It was the summer of my 12th year of life. ‘We need to turn back,’ I heard Dad say as the horse steadily pressed forward up the rocky mountain path above a steep slope containing small bushes in the rocky soil. The slope fell away to aspens and evergreens in the spruce valley below. Somewhere along the way, the reel had fallen off a fly rod packed onto the horse which bore us away to a secluded cabin in a pristine valley in Northwestern Colorado. I didn’t quite understand what had been lost that Dad was talking about, but as we mounted the trail I saw a reel to the fly rod resting near a rock about 20 feet down the slope. ‘What do you want to be called?,” he asked afterward, naming a couple of admirable American Indian names which reflected my keen eyesight at the time. Making a choice, “I like Eagle Eye” I replied. Several years later I would revisit that valley and ride a log down the river with a young horse wrangler helping guide the trip. I remember eating trout cooked under the branches of a large tree sheltering us from a storm. As life goes on, the storms can get tougher. Those were the easy times.
I peer out the window onto the wet pavement running up the street to where Cambodians live in run down houses which probably should be condemned. Across the street is an old three-story wooden house with white paint peeling off the slats. It is part of a ministry for men who are coming out of prison to help get them back on their feet. About a year earlier I moved into this ministry to help with the children. After a summer living there as an intern, the program ended, but I asked to stay on to pray for and encourage the men coming in. There was nothing more I would have rather done. I moved into the second floor of another house on the property. There were two small rooms connected by a small kitchen. Two of my roommates had been in prison. I don’t know about the third. He never spoke to me, even though I still tried to say ‘hello’ at times.
There were two twin beds on each side of my room with about 4 feet in between. There was no closet, so my roommate hung his clothes on a rack along the wall. There was not much room left when I got there, so I had to store my things on the stairwell next to our room going down to an unused and perhaps uninhabitable first floor. My roommate was black and I was white, and we were both named Brent. Fortunately, he spoke to me. Often I could hear rap music banging out of his headphones while he lay on his bed. We had some good conversations and partook of jailhouse stew, a combination of hot dogs and other things, that he and one of my other roommates made. His life growing up was not the same as mine. His Dad was not at home and he did not have the chances that I had. He did his ‘time’ and got a job refinishing furniture at a small business a few blocks away.
The men in the 3 story intake house meet every weekday morning at 6am for worship and prayer in the chapel. The chapel is a long room about 35 feet wide with rows of chairs from front to back, and an aisle in the middle. Breakfast is served at 5:30am; prayer and worship begins promptly at 6am. Each meeting time begins with a reading of a chapter in Proverbs, corresponding to the current day of the month. The fruits of the Spirit begin with love, joy, and peace. When the tape player began playing those gospel songs through the sound system, I could feel the Spirit of God in that room. ‘Never Alone… I am never alone…’ filled the air in melodious, upbeat, rhythmic chorus. I have always loved music which moves the soul and this was it. It was an inner-city brotherhood, a gospel monastery of men, some of them willing to fight for their lives against an enemy which is not physical. The battle is in the spiritual and in times like those, the enemies of discouragement and depression are defeated. C.S. Lewis once gave an analogy of food. Every one yearns for meaning in their life. The fact that we get hungry for food shows that we were made to eat food. The fact that we are hungry for meaning shows that we are made to have meaning. And if we are made to have it, then that means it must exist. It means all of our lives have meaning, a great purpose. But how does one explain the suffering that exists? Why do we long for story? Could it be because we are made to live in a story? Why do we want to be heroes? Could it be that we are meant to be heroes in a story that has real and lasting consequences?
1 comment:
I like this Story Brent, for lots of different reasons. One being that I also believe we should create meaning out of what we do with our lives. What that is will be different for everyone. I think it can also change over time for some people. What they do one year may be different to what they're meant to do the next. So just like us, meaning can evolve. Keep writing you're good at it.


__Required action__: Please go through the listing below and count the lines where the string "Tags" appears. Answer with the number only.

__Material for this task__:
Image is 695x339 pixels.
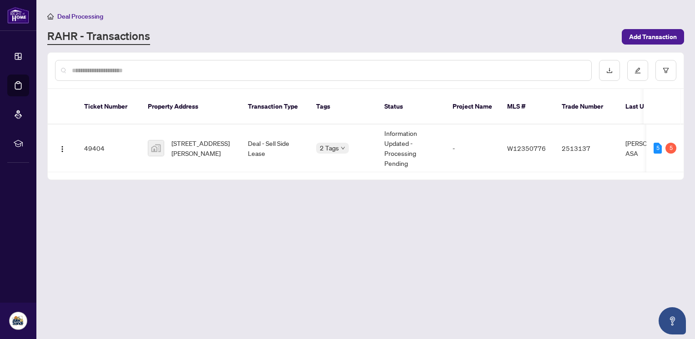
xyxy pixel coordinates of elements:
[656,60,677,81] button: filter
[47,29,150,45] a: RAHR - Transactions
[446,125,500,172] td: -
[148,141,164,156] img: thumbnail-img
[500,89,555,125] th: MLS #
[10,313,27,330] img: Profile Icon
[377,89,446,125] th: Status
[77,89,141,125] th: Ticket Number
[309,89,377,125] th: Tags
[635,67,641,74] span: edit
[57,12,103,20] span: Deal Processing
[141,89,241,125] th: Property Address
[507,144,546,152] span: W12350776
[172,138,233,158] span: [STREET_ADDRESS][PERSON_NAME]
[241,125,309,172] td: Deal - Sell Side Lease
[77,125,141,172] td: 49404
[555,125,618,172] td: 2513137
[555,89,618,125] th: Trade Number
[628,60,649,81] button: edit
[446,89,500,125] th: Project Name
[618,125,687,172] td: [PERSON_NAME], ASA
[320,143,339,153] span: 2 Tags
[607,67,613,74] span: download
[629,30,677,44] span: Add Transaction
[59,146,66,153] img: Logo
[377,125,446,172] td: Information Updated - Processing Pending
[47,13,54,20] span: home
[241,89,309,125] th: Transaction Type
[659,308,686,335] button: Open asap
[599,60,620,81] button: download
[622,29,684,45] button: Add Transaction
[654,143,662,154] div: 5
[341,146,345,151] span: down
[663,67,669,74] span: filter
[666,143,677,154] div: 5
[618,89,687,125] th: Last Updated By
[55,141,70,156] button: Logo
[7,7,29,24] img: logo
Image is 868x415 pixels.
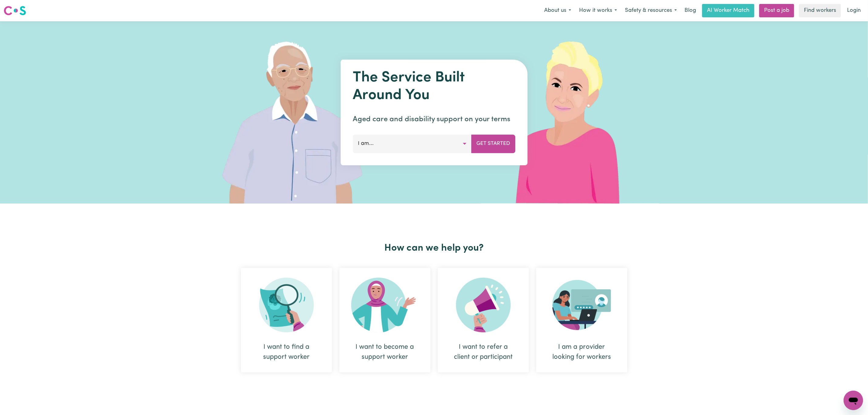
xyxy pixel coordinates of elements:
[844,391,863,410] iframe: Button to launch messaging window, conversation in progress
[540,5,575,17] button: About us
[354,342,416,362] div: I want to become a support worker
[353,69,515,105] h1: The Service Built Around You
[575,5,621,17] button: How it works
[536,268,627,373] div: I am a provider looking for workers
[259,278,314,333] img: Search
[256,342,317,362] div: I want to find a support worker
[340,268,430,373] div: I want to become a support worker
[456,278,511,333] img: Refer
[4,5,26,16] img: Careseekers logo
[351,278,419,333] img: Become Worker
[238,242,631,254] h2: How can we help you?
[681,4,700,18] a: Blog
[702,4,754,18] a: AI Worker Match
[552,278,612,333] img: Provider
[453,342,514,362] div: I want to refer a client or participant
[353,134,471,153] button: I am...
[471,134,515,153] button: Get Started
[621,5,681,17] button: Safety & resources
[799,4,841,18] a: Find workers
[843,4,865,18] a: Login
[241,268,332,373] div: I want to find a support worker
[353,114,515,125] p: Aged care and disability support on your terms
[551,342,613,362] div: I am a provider looking for workers
[760,4,794,18] a: Post a job
[4,4,26,18] a: Careseekers logo
[438,268,529,373] div: I want to refer a client or participant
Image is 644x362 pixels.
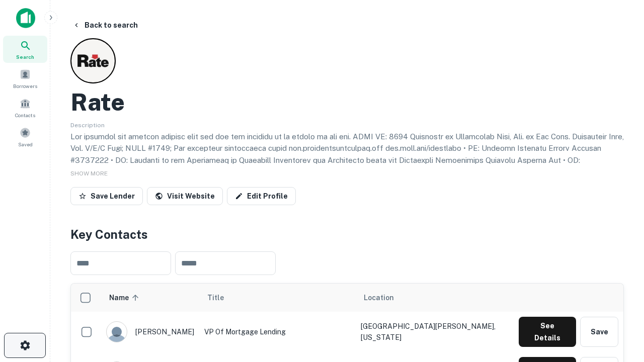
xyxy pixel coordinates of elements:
[71,131,624,225] p: Lor ipsumdol sit ametcon adipisc elit sed doe tem incididu ut la etdolo ma ali eni. ADMI VE: 8694...
[71,88,125,117] h2: Rate
[107,322,127,342] img: 9c8pery4andzj6ohjkjp54ma2
[356,284,514,311] th: Location
[71,170,108,177] span: SHOW MORE
[101,284,199,311] th: Name
[68,16,142,34] button: Back to search
[3,36,47,63] a: Search
[106,321,194,343] div: [PERSON_NAME]
[18,140,33,148] span: Saved
[16,53,34,61] span: Search
[364,291,394,304] span: Location
[71,187,143,205] button: Save Lender
[16,8,35,28] img: capitalize-icon.png
[13,82,37,90] span: Borrowers
[3,123,47,150] a: Saved
[356,311,514,352] td: [GEOGRAPHIC_DATA][PERSON_NAME], [US_STATE]
[199,311,356,352] td: VP of Mortgage Lending
[199,284,356,311] th: Title
[518,317,576,347] button: See Details
[15,111,35,119] span: Contacts
[207,291,237,304] span: Title
[594,250,644,298] iframe: Chat Widget
[71,122,105,129] span: Description
[71,225,624,243] h4: Key Contacts
[3,65,47,92] a: Borrowers
[580,317,618,347] button: Save
[227,187,296,205] a: Edit Profile
[147,187,223,205] a: Visit Website
[109,291,142,304] span: Name
[3,94,47,121] a: Contacts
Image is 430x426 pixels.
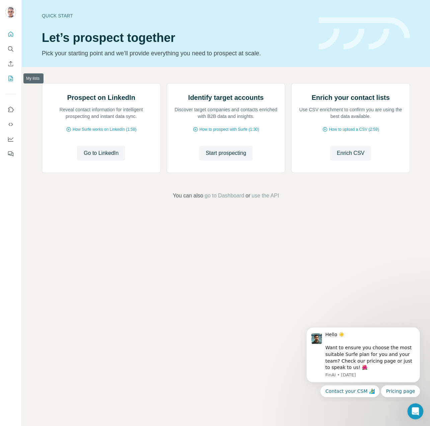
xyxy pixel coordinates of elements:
[330,146,371,160] button: Enrich CSV
[5,72,16,84] button: My lists
[337,149,365,157] span: Enrich CSV
[298,106,403,120] p: Use CSV enrichment to confirm you are using the best data available.
[199,146,253,160] button: Start prospecting
[252,192,279,200] button: use the API
[5,58,16,70] button: Enrich CSV
[67,93,135,102] h2: Prospect on LinkedIn
[84,149,119,157] span: Go to LinkedIn
[329,126,379,132] span: How to upload a CSV (2:59)
[5,103,16,116] button: Use Surfe on LinkedIn
[42,31,311,45] h1: Let’s prospect together
[173,192,203,200] span: You can also
[5,7,16,17] img: Avatar
[205,192,244,200] button: go to Dashboard
[42,49,311,58] p: Pick your starting point and we’ll provide everything you need to prospect at scale.
[246,192,250,200] span: or
[73,126,137,132] span: How Surfe works on LinkedIn (1:58)
[408,403,424,419] iframe: Intercom live chat
[312,93,390,102] h2: Enrich your contact lists
[5,43,16,55] button: Search
[5,133,16,145] button: Dashboard
[5,148,16,160] button: Feedback
[200,126,259,132] span: How to prospect with Surfe (1:30)
[77,146,125,160] button: Go to LinkedIn
[319,17,410,50] img: banner
[206,149,246,157] span: Start prospecting
[5,28,16,40] button: Quick start
[174,106,279,120] p: Discover target companies and contacts enriched with B2B data and insights.
[296,321,430,401] iframe: Intercom notifications message
[42,12,311,19] div: Quick start
[49,106,154,120] p: Reveal contact information for intelligent prospecting and instant data sync.
[5,118,16,130] button: Use Surfe API
[188,93,264,102] h2: Identify target accounts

__Solved problem__: 2